The subject of one of my two presentations at the CPI Symposium this past weekend was aviation maintenance. Within that presentation I used an analogy between what takes place in a hospital emergency room and what takes place in an unscheduled maintenance environment. In both scenarios I discussed a different type of Drum Buffer Rope (DBR) that Bruce Nelson and I referred to in our new book as Multiple Drum Buffer Rope (MDBR). In a typical DBR setting you have a single buffer feeding a single drum...otherwise known as the system constraint. MDBR differs in this respect. You still have a single buffer, but it's feeding multiple drums. Let me explain.
In the hospital scenario, patients come into an ER and are primarily either ill or injured. They are observed by doctors and nurses and many times tests are run to help with the diagnosis. When the diagnosis is complete, the patient is either treated in the ER and released or admitted to the hospital when a bed is available.
In an unscheduled maintenance of say, helicopters, during flight something is found to be wrong which makes the aircraft unflyable (just like patients in and ER). Mechanics, Inspectors and Avionics Technicians inspect the aircraft on the flightline to make a diagnosis, just like the ER. Once there is a diagnosis, the helicopter is either fixed on the flight line or it’s sent to an aircraft hangar for repair, just like patients get sent to different wards and beds.
I made this analogy so that the attendees at the symposium would have a good frame of reference when I discussed MDBR. In the hospital environment we have a buffer of patients waiting to have their ailment treated while in the unscheduled maintenance environment you have a buffer of helicopters waiting to be fixed. When a bed in the hospital becomes available a signal is sent to the ER and a patient is pulled into the right ward. When a hangar bay becomes available a signal is sent to pull a helicopter into that bay.
So what does this MDBR system look like graphically? The Figure below is the MDBR system as it applies to the hospital environment with the drum, the buffer and the rope.
The following figure is a depiction of an Unscheduled Maintenance MDBR and as you can see, there is no real difference between the two.
It seems as though the same application could apply to any situation where you have a common buffer feeding multiple lines regardless of the industry. This analogy seemed to ring true for the attendees.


What you need to do:
Scan the entries for the word "canvas". Every line that has it should be copied.

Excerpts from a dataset
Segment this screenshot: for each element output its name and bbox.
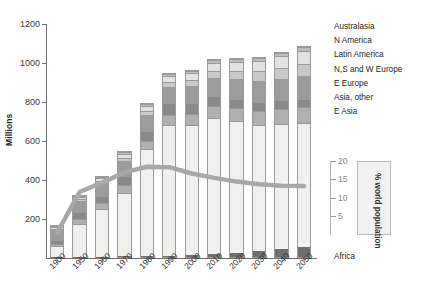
chart-container: Millions 20040060080010001200 1900195019… [0,0,422,304]
secondary-axis-tick-mark [331,198,336,199]
secondary-axis-tick-label: 10 [338,193,347,203]
secondary-axis-tick-label: 5 [338,211,343,221]
legend-item-australasia: Australasia [334,22,375,31]
secondary-axis-tick-mark [331,216,336,217]
legend-item-e-europe: E Europe [334,79,368,88]
legend-item-asia-other: Asia, other [334,93,373,102]
legend-item-e-asia: E Asia [334,107,357,116]
secondary-axis-tick-label: 20 [338,156,347,166]
legend-item-n-america: N America [334,36,372,45]
trend-line-path [57,167,304,233]
secondary-axis-tick-mark [331,161,336,162]
legend-item-latin-america: Latin America [334,50,384,59]
legend-item-n-s-and-w-europe: N,S and W Europe [334,65,402,74]
secondary-axis-tick-mark [331,179,336,180]
secondary-axis-tick-label: 15 [338,174,347,184]
secondary-axis-title: % world population [373,173,382,249]
legend-item-africa: Africa [334,252,355,261]
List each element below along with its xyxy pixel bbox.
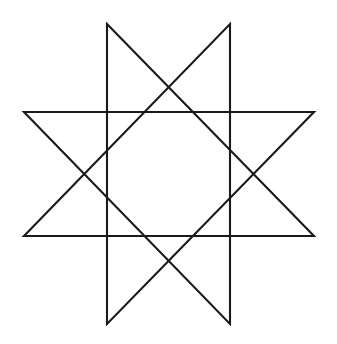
octagram-svg: Eight-pointed star polygon: [0, 0, 337, 344]
octagram-star-path: [24, 24, 314, 324]
octagram-figure-canvas: Eight-pointed star polygon: [0, 0, 337, 344]
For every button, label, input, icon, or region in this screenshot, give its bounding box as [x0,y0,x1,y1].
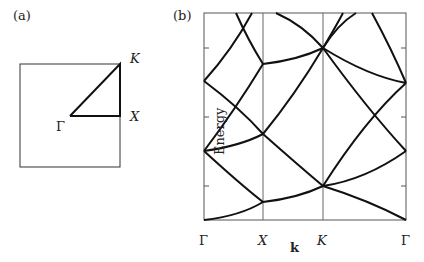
figure: (a) K X Γ (b) [0,0,424,262]
bands [204,13,406,220]
point-x-label: X [129,109,140,124]
y-axis-label: Energy [212,107,227,155]
x-axis-label: k [290,240,300,255]
point-gamma-label: Γ [56,119,65,134]
panel-a: (a) K X Γ [13,8,141,167]
point-k-label: K [129,51,141,66]
xtick-gamma-right: Γ [401,233,410,248]
irreducible-path [70,64,120,116]
xtick-gamma-left: Γ [199,233,208,248]
panel-b-label: (b) [173,8,191,23]
panel-b: (b) [173,8,410,255]
xtick-x: X [257,233,268,248]
panel-a-label: (a) [13,8,31,23]
xtick-k: K [316,233,328,248]
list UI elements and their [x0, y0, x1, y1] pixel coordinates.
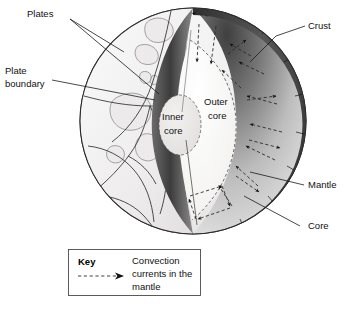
key-entry-line2: currents in the — [132, 268, 192, 279]
label-plate-boundary-line1: Plate — [5, 65, 27, 76]
leader-crust-seg — [276, 26, 305, 36]
label-inner-core-line1: Inner — [162, 111, 184, 122]
label-plates: Plates — [27, 8, 54, 19]
key-entry-line3: mantle — [132, 281, 161, 292]
label-inner-core-line2: core — [164, 125, 182, 136]
key-entry-line1: Convection — [132, 255, 180, 266]
key-title: Key — [78, 256, 96, 267]
label-crust: Crust — [308, 20, 331, 31]
label-outer-core-line2: core — [208, 110, 226, 121]
label-core: Core — [308, 220, 329, 231]
leader-plates-a — [70, 19, 124, 52]
label-mantle: Mantle — [308, 179, 337, 190]
diagram-canvas: Plates Plate boundary Crust Mantle Core … — [0, 0, 349, 313]
key-legend: Key Convection currents in the mantle — [69, 250, 201, 296]
label-outer-core-line1: Outer — [204, 96, 228, 107]
label-plate-boundary-line2: boundary — [5, 78, 45, 89]
globe-group — [70, 0, 306, 250]
earth-cutaway-diagram: Plates Plate boundary Crust Mantle Core … — [0, 0, 349, 313]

Exercise answer:
octagram-figure-canvas: Eight-pointed star polygon: [0, 0, 337, 344]
diagram-canvas: Plates Plate boundary Crust Mantle Core … — [0, 0, 349, 313]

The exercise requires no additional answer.